JOHNNY ROBINSON: I Am The Crawlspace Ninja

Prepared for the mission.

I’m stretched out and almost stuck. Like a horizontal version of a statue of Athena I lie there figuring / planning my next step. Although a few thin shafts of sunlight penetrate the foundation here and there, the light’s not so good; the clumsy, circa 1979 headlamp which is half falling off my head is dim at best. Hmm, there it is, the crack in the pipe.

I turned off the water before tunneling under here, but it continues to trickle out of the breach. Soon it will slow to a drip drip drip. I feel the sharp-edged rupture with the fingers of my free hand while I think.

It’s the spring of 1982 and I’m in the tight confines of the crawlspace under our family’s tidewater Virginia getaway cabin, dealing with a leak in the old plumbing system. There’s no basement; the cottage is pretty basic. It’s perched on a low foundation of brick, and the crawlspace under it is better described as a slitherspace.

I’m young -23- lean, and dim-witted enough to take on odd challenges. In the years leading up to the described tomfoolery I’ve become the resident “moleman,” the guy in the family who fixes the annual leaks in the cottage’s deteriorating plumbing system. I picked up the basic skills required by growing up in a household where something always needed fixing-plumbing – no exception – and I watched and assisted my dad and others in these matters.

Why was fixing these leaks an annual event? Simply because it was difficult to effectively winterize the old place which my granddad had built fifty years earlier. Try as we might -draining pipes, insulating- we were often outsmarted by Old Man Winter.

Upon arrival at the cabin, anytime but especially in the springtime after the cabin had been closed up for the winter, getting running water established was, of course, a primary concern. First I’d get the ancient water pump going – clunka clunka clunka, then slide aside the concrete slab covering the top of the well and reach through the spider webs to open the gate valve that admits water into the cabin’s plumbing system.

Then I’d hold my breath as I ran around listening for leaks, hoping not to hear the muffled sound of spraying water from somewhere under the house. But yeah I’d hear it; the odds were that over the winter water had frozen in a choice spot or two in the old copper pipes, expanding and cracking them.

Hearing that unmistakable sound of leaking water, I would sigh, turn off the pump in the well house and prepare to investigate. There was an old green jumpsuit which I kept on hand for just such endeavors. Donning those, my headlamp, and a faded fishing cap on backwards,  I’d be ready for a reconnaissance wriggle.

I felt like a miner – or a scuba diver –  as I adjusted my hat and light and dove in. A pungent, dusty-moldy earth smell would confront me as I passed through the tiny access door and left the light of day behind.

I’ve gathered the necessary items for the repair and crawled back to the leak site.

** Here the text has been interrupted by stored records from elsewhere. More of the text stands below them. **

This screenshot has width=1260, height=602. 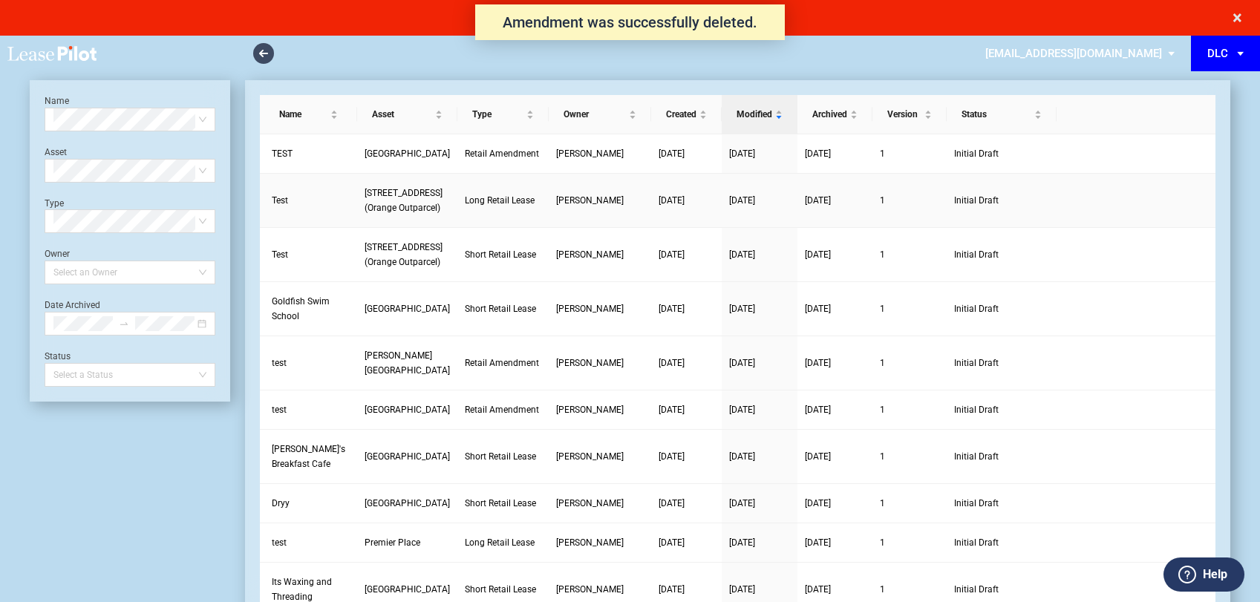 What do you see at coordinates (407, 589) in the screenshot?
I see `span: Lawrenceville Town Center` at bounding box center [407, 589].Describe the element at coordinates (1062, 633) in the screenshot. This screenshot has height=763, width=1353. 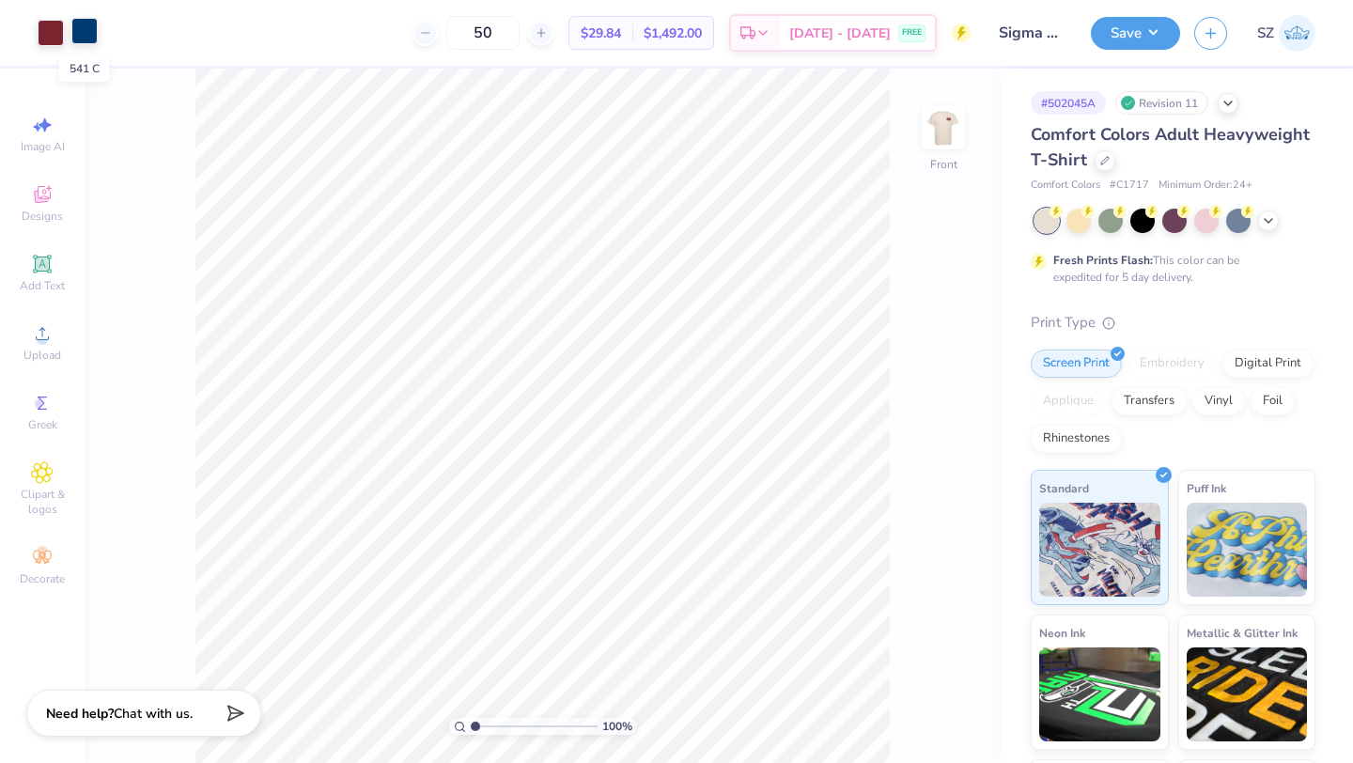
I see `span: Neon Ink` at that location.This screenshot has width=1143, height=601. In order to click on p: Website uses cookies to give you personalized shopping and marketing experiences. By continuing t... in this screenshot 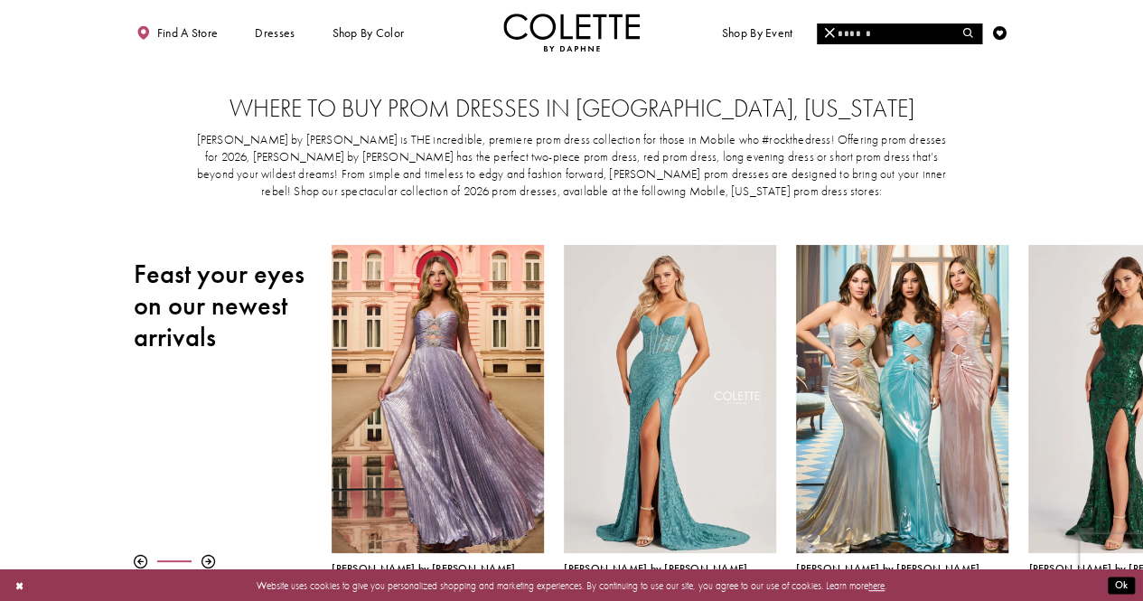, I will do `click(571, 585)`.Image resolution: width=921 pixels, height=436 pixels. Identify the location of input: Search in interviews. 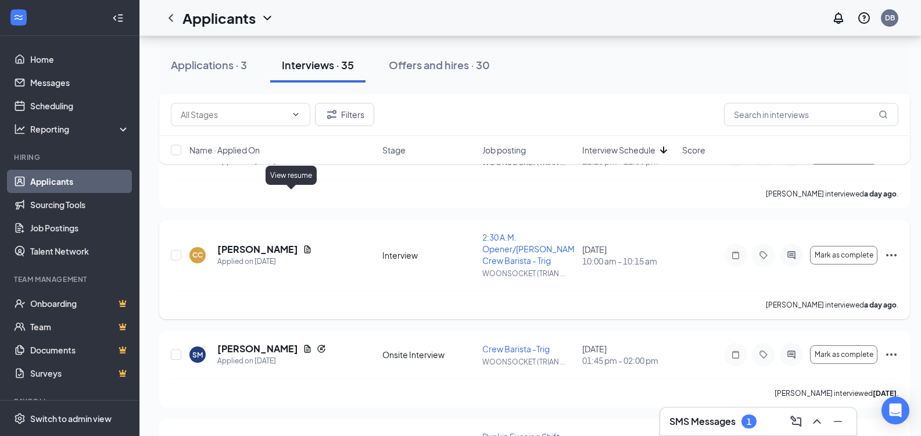
(812, 115).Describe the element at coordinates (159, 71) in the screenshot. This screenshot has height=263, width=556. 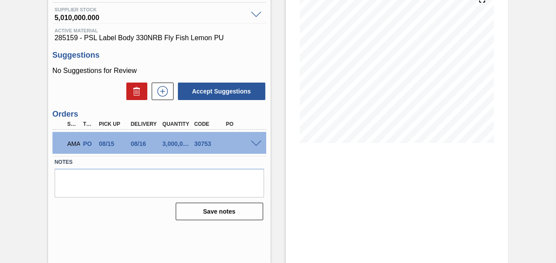
I see `p: No Suggestions for Review` at that location.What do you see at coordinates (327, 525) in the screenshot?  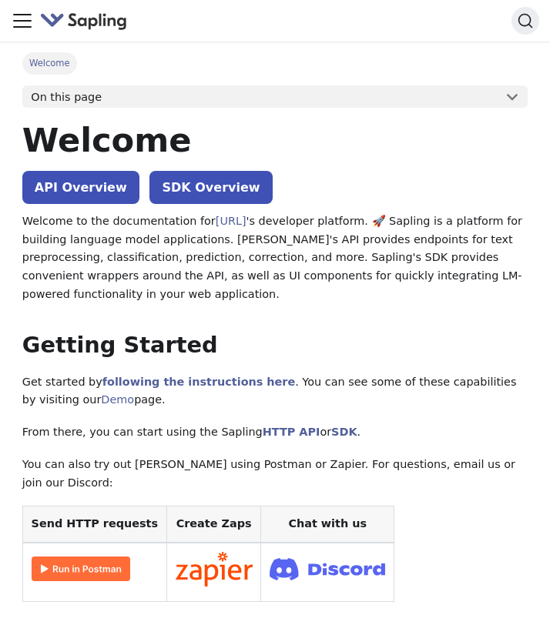 I see `th: Chat with us` at bounding box center [327, 525].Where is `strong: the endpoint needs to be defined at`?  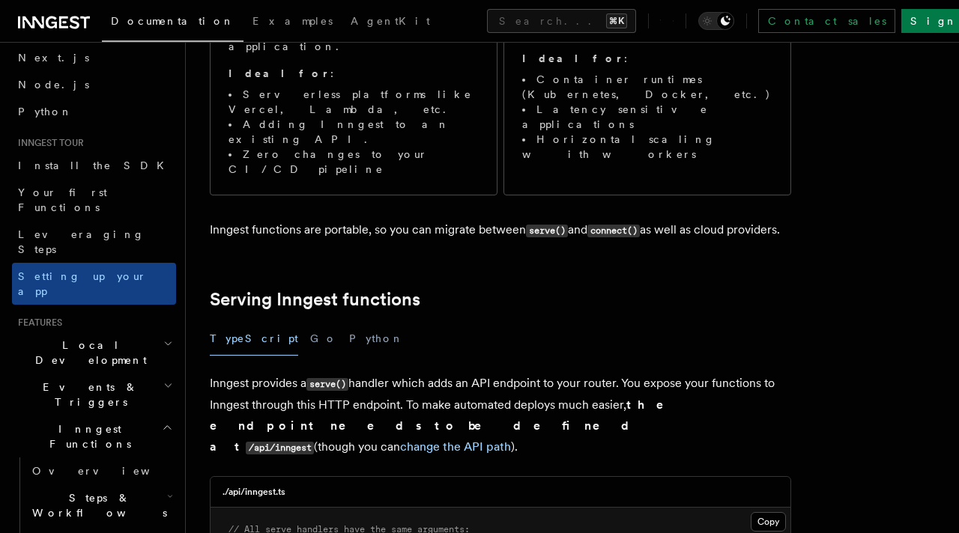
strong: the endpoint needs to be defined at is located at coordinates (447, 426).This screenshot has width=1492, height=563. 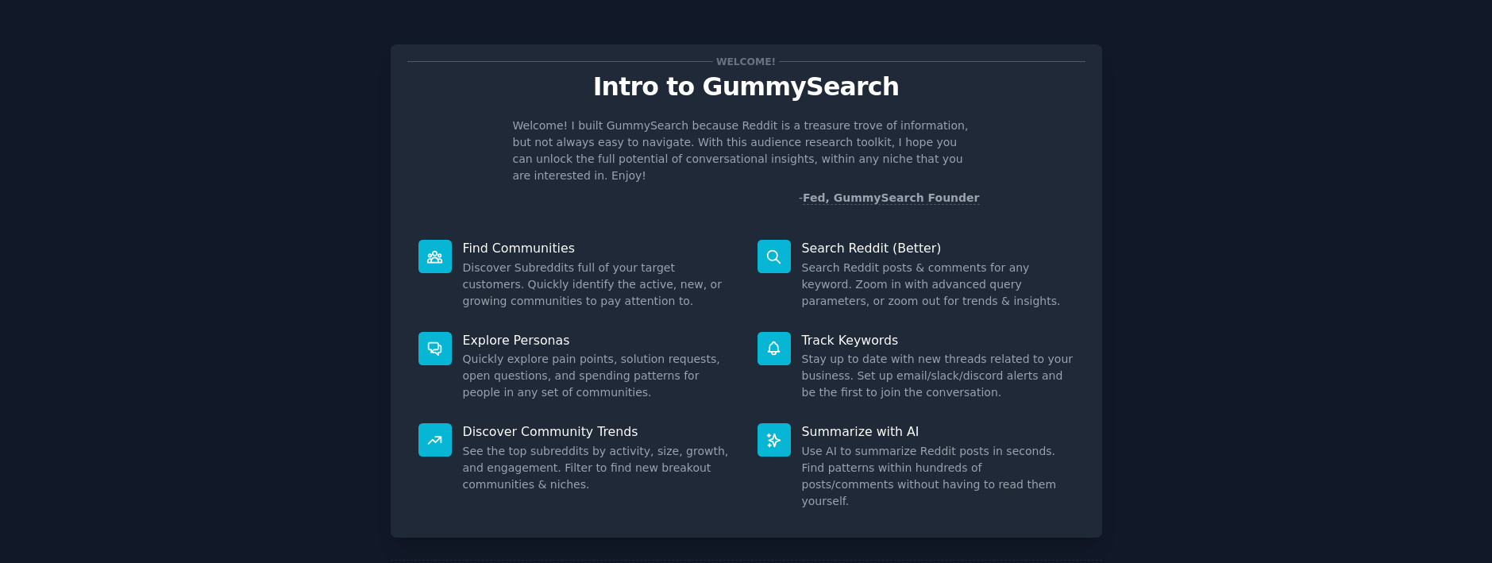 What do you see at coordinates (599, 468) in the screenshot?
I see `dd: See the top subreddits by activity, size, growth, and engagement. Filter to find new breakout com...` at bounding box center [599, 468].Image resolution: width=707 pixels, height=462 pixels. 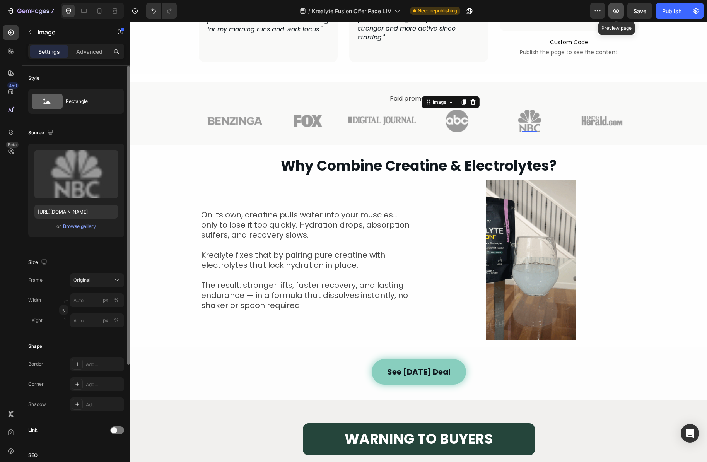 What do you see at coordinates (400, 238) in the screenshot?
I see `img: [object Object]` at bounding box center [400, 238].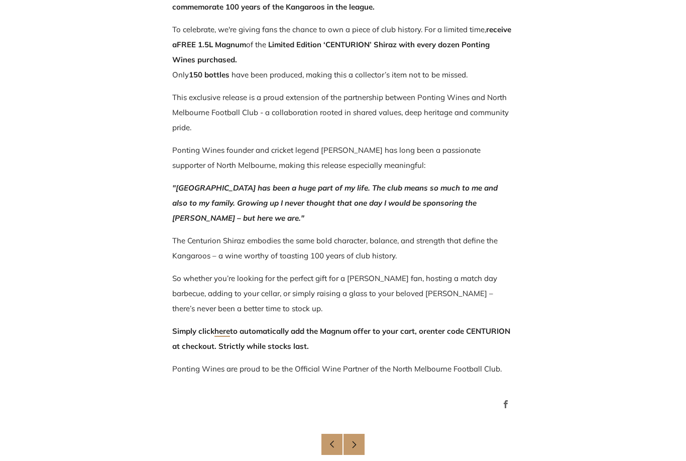  What do you see at coordinates (331, 52) in the screenshot?
I see `strong: CENTURION’ Shiraz with every dozen Ponting Wines purchased.` at bounding box center [331, 52].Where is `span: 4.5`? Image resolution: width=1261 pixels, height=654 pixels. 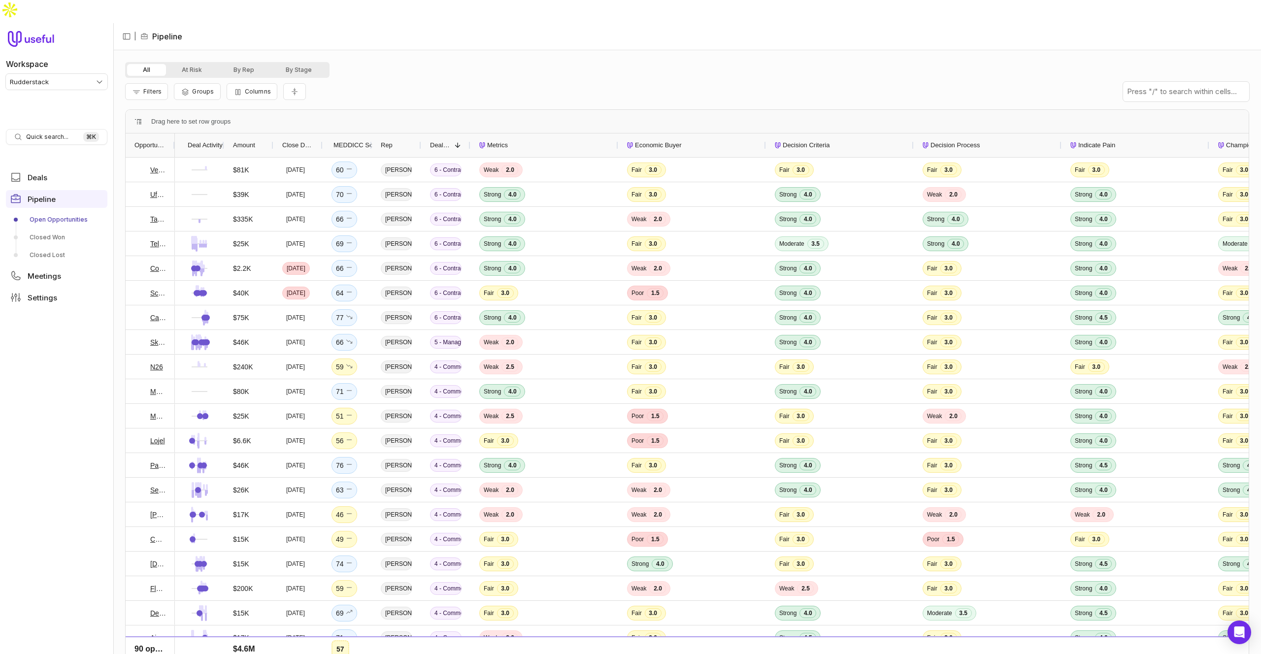 span: 4.5 is located at coordinates (1103, 318).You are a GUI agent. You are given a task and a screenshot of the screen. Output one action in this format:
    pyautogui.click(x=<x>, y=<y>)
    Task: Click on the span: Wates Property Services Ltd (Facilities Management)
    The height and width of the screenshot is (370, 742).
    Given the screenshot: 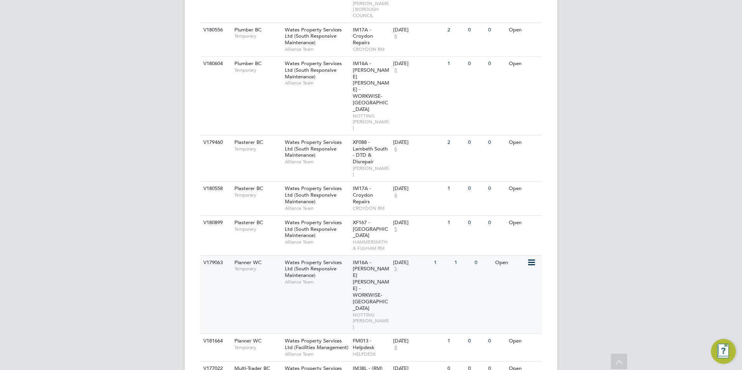 What is the action you would take?
    pyautogui.click(x=317, y=344)
    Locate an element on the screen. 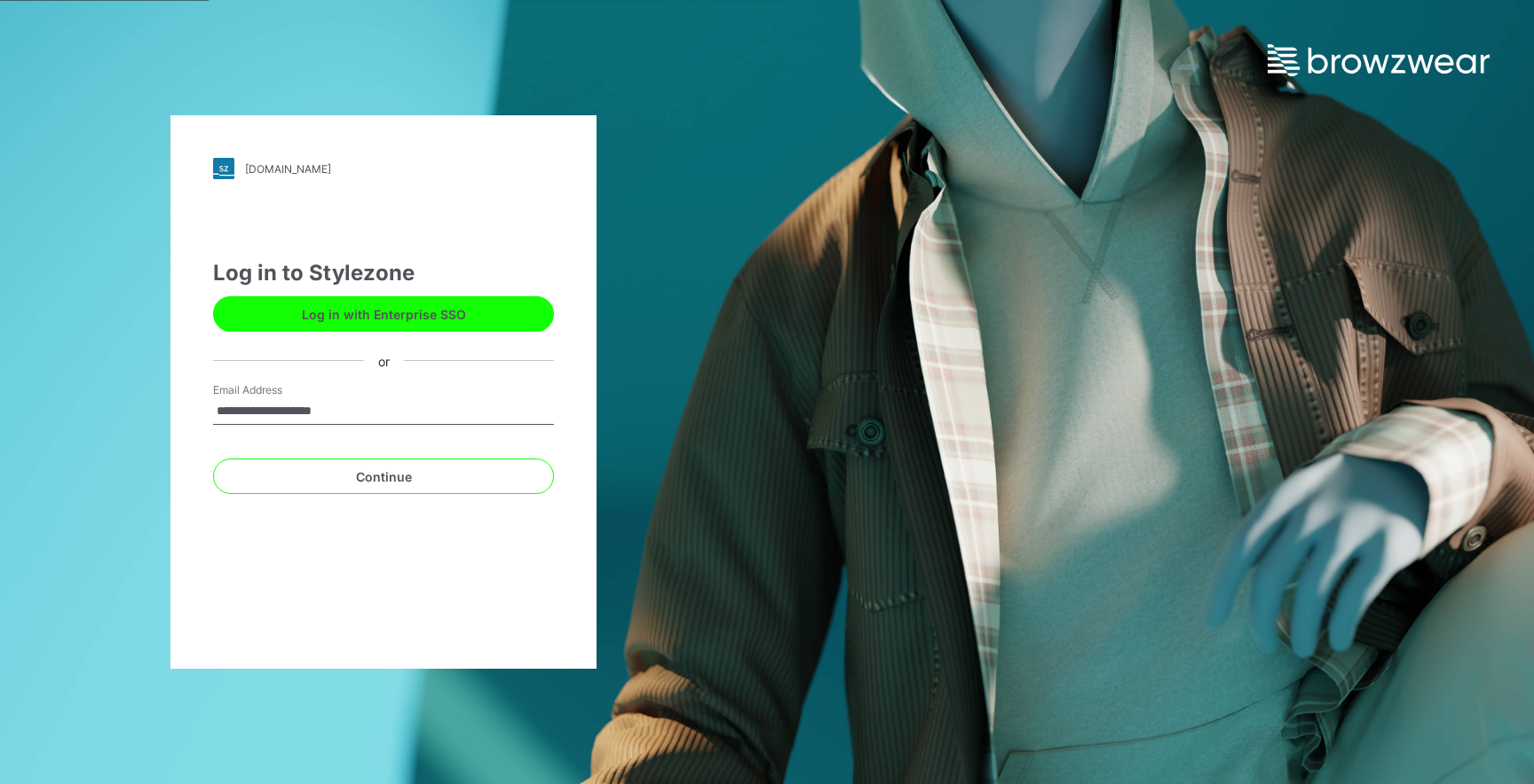 Image resolution: width=1534 pixels, height=784 pixels. button: Log in with Enterprise SSO is located at coordinates (384, 314).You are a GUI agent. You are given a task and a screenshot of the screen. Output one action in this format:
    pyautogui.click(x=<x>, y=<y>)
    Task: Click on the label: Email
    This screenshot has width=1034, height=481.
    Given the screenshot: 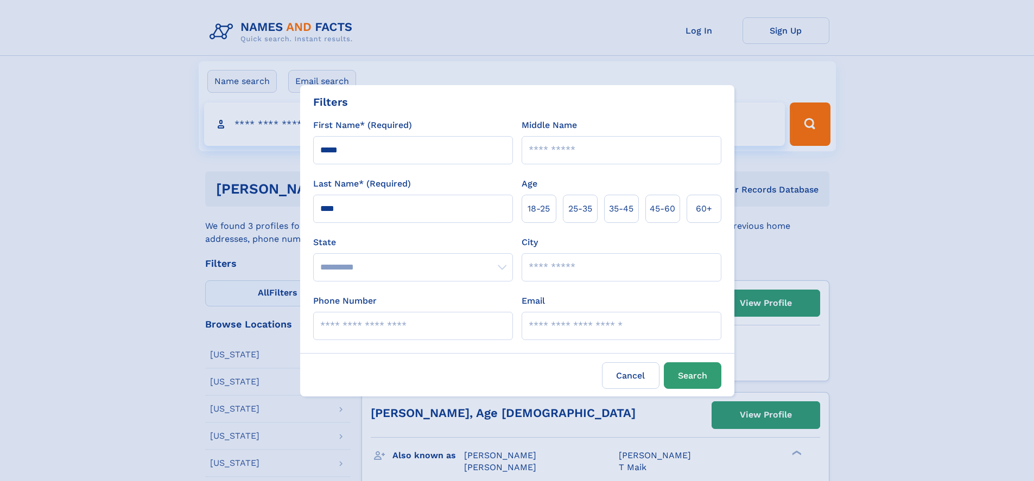 What is the action you would take?
    pyautogui.click(x=533, y=301)
     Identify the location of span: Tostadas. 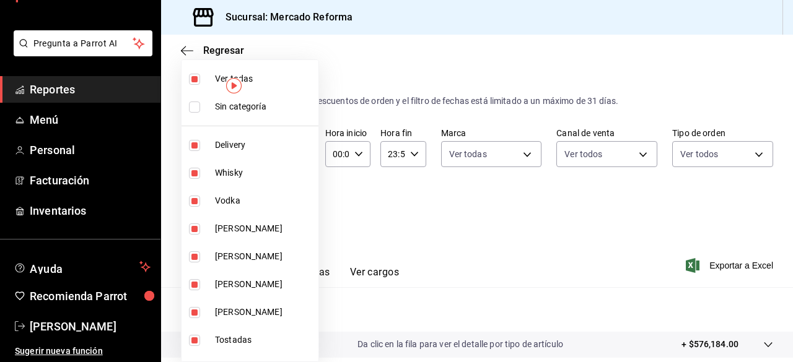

The small cardboard box which I pushed ahead of me as I squirmed contains a hacksaw, propane torch, matches, copper pipe fittings, solder, steel wool, an old T-shirt, electrical tape, a knife.

I pass the shedded skins of two large blacksnakes along the way, and there’s a dried-out squirrel carcass nearby. All sorts of spiders – including black widows – live under here. And mice too (The snakes’ food source.) But never mind the wildlife; I have work to do. This particular leak is under the kitchen floor at the sink where the working space is, well, ‘suboptimal.’ There’s scarcely sixteen inches of space and executing a decent repair is challenging for sure.

I have to cut out the bad section of pipe and clean the ends carefully with steel wool and a rag. I fit the repair coupling, light the torch and adjust the flame just right, then sweat the joint by precisely applying the solder and wielding the torch without (by the grace of God) burning the house down.

There are lots of opportunities for error in this scenario, but if I’m lucky my amateur solder joint is good and once I wriggle out of here, turn on the pump and let the water back into the pipes I won’t again hear the unsettling sound of leaking water. However… I might soon be right back under here battling it out some more.

But I WILL get it.

Because I’m the Moleman, the Crawlspace Ninja; I take care of these things and I’m glad to do it. Other clan members manage different aspects of maintaining the impractical but deeply-loved family cabin. I’m grateful for what they do.

And I’m also very grateful for fresh air, sunlight, and . . . running water.